By the time I’m back to my seat—with hot chocolates for the boys, she’s next.

Without the jacket, Sadie is dressed in a strappy black mesh dress that matches the thin black of her tights, long mesh sleeves that sit just on the cusp of her shoulders, strategic panels of thick black covering some, while the other see-through panels display the hard lines of her stomach and waistline.

She takes her place at the center, poised and beautiful, before the speakers begin blasting Metallica’s “Enter Sandman,” which sends a vibrating laugh through both my father and I.

And just like the first time I saw her skate while hiding in the tunnel, Sadie Brown skates like she’s on fire. Pure passion, pure unrelenting strength. Her movements are hard and fast, her spins so quick she turns into a blur. She hits every jump hard, but lands them. Every. Single. One.

My fingers are melded into the chair by the end of her program from keeping myself seated when I want to jump up every time and scream, “That’s my girl,” at the top of my lungs.

Liam cheers just as loudly as he promised. Oliver grins happily, watching his sister with wonder in his eyes. Me too, bud.

By the end of it, my cheeks hurt from my uncontrollable beaming smile. I’m so goddamn proud of her, so lucky to call her mine.

So lucky that she calls me hers.

She bows and looks over at us, winking at her brothers and blowing a snarky little kiss that I know is all mine. I clench my hand a little tighter where her dark lipstick mark still lies.

It doesn’t matter how much distance there is right now, as long as she’ll have me, I’ll be right here. Waiting and cheering from the bleachers, if that’s what she needs.


Another anxiety disappears overnight.

Kane isn’t just opting out of the Harvard game—Freddy apparently did some digging, as he hurried to inform me when I enter the Hockey House.

Toren Kane isn’t allowed to play at Harvard.

It took some intense scouring of the internet to find a video, as it seems someone tried to have it covered up.
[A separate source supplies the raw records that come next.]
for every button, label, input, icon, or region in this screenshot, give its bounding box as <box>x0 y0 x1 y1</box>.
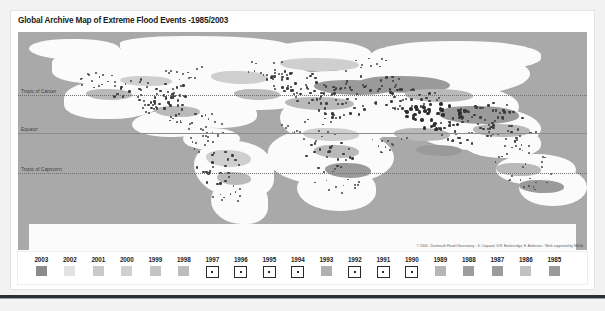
flood-event-dot <box>327 151 329 153</box>
flood-event-dot <box>224 165 226 167</box>
flood-event-dot <box>213 152 215 154</box>
legend-point-marker-icon <box>297 271 299 273</box>
flood-event-dot <box>341 103 343 105</box>
legend-swatch <box>348 266 361 278</box>
flood-event-dot <box>461 121 463 123</box>
flood-event-dot <box>521 117 523 119</box>
legend-item-1993[interactable]: 1993 <box>312 255 341 276</box>
flood-event-dot <box>363 108 365 110</box>
flood-event-dot <box>224 180 226 182</box>
flood-event-dot <box>311 99 313 101</box>
legend-item-1994[interactable]: 1994 <box>284 255 313 278</box>
legend-year-label: 2000 <box>120 255 134 264</box>
flood-event-dot <box>473 114 475 116</box>
flood-event-dot <box>466 139 468 141</box>
flood-event-dot <box>387 140 389 142</box>
flood-event-dot <box>237 200 239 202</box>
legend-item-2003[interactable]: 2003 <box>27 255 56 276</box>
world-flood-map[interactable]: Tropic of CancerEquatorTropic of Caprico… <box>18 32 587 250</box>
latitude-label-tropic-of-cancer: Tropic of Cancer <box>21 89 56 94</box>
legend-item-1990[interactable]: 1990 <box>398 255 427 278</box>
flood-event-dot <box>211 161 213 163</box>
flood-event-dot <box>201 66 203 68</box>
flood-event-dot <box>390 100 392 102</box>
flood-event-dot <box>308 102 310 104</box>
legend-year-label: 1995 <box>262 255 276 264</box>
legend-year-label: 1996 <box>234 255 248 264</box>
flood-event-dot <box>158 103 160 105</box>
legend-swatch <box>206 266 219 278</box>
legend-item-1991[interactable]: 1991 <box>369 255 398 278</box>
legend-item-1987[interactable]: 1987 <box>483 255 512 276</box>
flood-event-dot <box>212 141 214 143</box>
flood-event-dot <box>420 98 422 100</box>
legend-item-1992[interactable]: 1992 <box>341 255 370 278</box>
flood-event-dot <box>436 112 439 115</box>
flood-event-dot <box>430 118 433 121</box>
flood-event-dot <box>155 88 157 90</box>
flood-event-dot <box>334 168 336 170</box>
latitude-label-equator: Equator <box>21 127 38 132</box>
map-panel: Global Archive Map of Extreme Flood Even… <box>11 11 594 289</box>
flood-event-dot <box>239 188 241 190</box>
flood-event-dot <box>175 114 177 116</box>
legend-item-1988[interactable]: 1988 <box>455 255 484 276</box>
flood-event-dot <box>479 116 481 118</box>
legend-swatch <box>463 266 474 276</box>
legend-item-1995[interactable]: 1995 <box>255 255 284 278</box>
flood-event-dot <box>80 78 82 80</box>
flood-event-dot <box>138 99 140 101</box>
legend-year-label: 2003 <box>34 255 48 264</box>
flood-event-dot <box>458 137 460 139</box>
flood-event-dot <box>449 124 451 126</box>
flood-event-dot <box>150 107 152 109</box>
flood-event-dot <box>217 135 219 137</box>
flood-event-dot <box>325 102 327 104</box>
flood-event-dot <box>430 125 433 128</box>
flood-event-dot <box>234 159 236 161</box>
flood-event-dot <box>227 158 229 160</box>
flood-event-dot <box>303 138 305 140</box>
legend-item-1989[interactable]: 1989 <box>426 255 455 276</box>
flood-event-dot <box>410 98 412 100</box>
flood-event-dot <box>405 110 408 113</box>
flood-event-dot <box>290 89 292 91</box>
flood-event-dot <box>102 74 104 76</box>
legend-swatch <box>405 266 418 278</box>
flood-event-dot <box>286 77 288 79</box>
legend-item-1997[interactable]: 1997 <box>198 255 227 278</box>
flood-event-dot <box>349 156 351 158</box>
flood-extent-patch <box>234 89 280 100</box>
flood-event-dot <box>305 155 307 157</box>
legend-swatch <box>178 266 189 276</box>
legend-item-1996[interactable]: 1996 <box>227 255 256 278</box>
flood-event-dot <box>168 102 170 104</box>
legend-item-1999[interactable]: 1999 <box>141 255 170 276</box>
flood-event-dot <box>401 107 403 109</box>
flood-event-dot <box>147 104 149 106</box>
flood-event-dot <box>492 109 494 111</box>
flood-extent-patch <box>473 124 530 137</box>
legend-item-2002[interactable]: 2002 <box>56 255 85 276</box>
legend-point-marker-icon <box>268 271 270 273</box>
flood-event-dot <box>429 103 431 105</box>
flood-event-dot <box>360 75 362 77</box>
legend-item-1986[interactable]: 1986 <box>512 255 541 276</box>
legend-item-1998[interactable]: 1998 <box>170 255 199 276</box>
flood-event-dot <box>120 86 122 88</box>
flood-event-dot <box>211 113 213 115</box>
flood-event-dot <box>221 199 223 201</box>
legend-item-2001[interactable]: 2001 <box>84 255 113 276</box>
page-title: Global Archive Map of Extreme Flood Even… <box>18 16 228 25</box>
legend-swatch <box>64 266 75 276</box>
flood-event-dot <box>309 75 311 77</box>
legend-item-2000[interactable]: 2000 <box>113 255 142 276</box>
flood-event-dot <box>91 80 93 82</box>
flood-event-dot <box>278 73 280 75</box>
flood-event-dot <box>461 117 463 119</box>
flood-event-dot <box>307 88 309 90</box>
legend-swatch <box>435 266 446 276</box>
flood-event-dot <box>176 71 178 73</box>
legend-item-1985[interactable]: 1985 <box>540 255 569 276</box>
flood-event-dot <box>541 161 543 163</box>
But there is a quick clip of the incident, shot on a shaking cellphone.

Someone says something taunting, spitting in his face. Kane grasps the kid’s cage and flings him off like an irritating insect, before entering some trance, easily seen with his helmet discarded. There’s a girl, a little redheaded Harvard student by the sweater she wears, sitting two rows from the glass, staring at him in that same wonder-filled way.

His teammate jerks on the collar of his jersey, pulling him out of the staring contest, and suddenly, he jerks forward and slams his glove against the glass.

“Get the fuck out of here!” he screams, and the already pale girl goes nearly white, standing and stumbling up the stairs to the exit, the boy next to her following blindly.

Still, Kane continues to wail on the glass for a moment before there’s a sound of shattering glass and the video cuts off.

“At least we won’t have to deal with him tomorrow,” Freddy says.

It’s a small gift, but I’ll happily take it.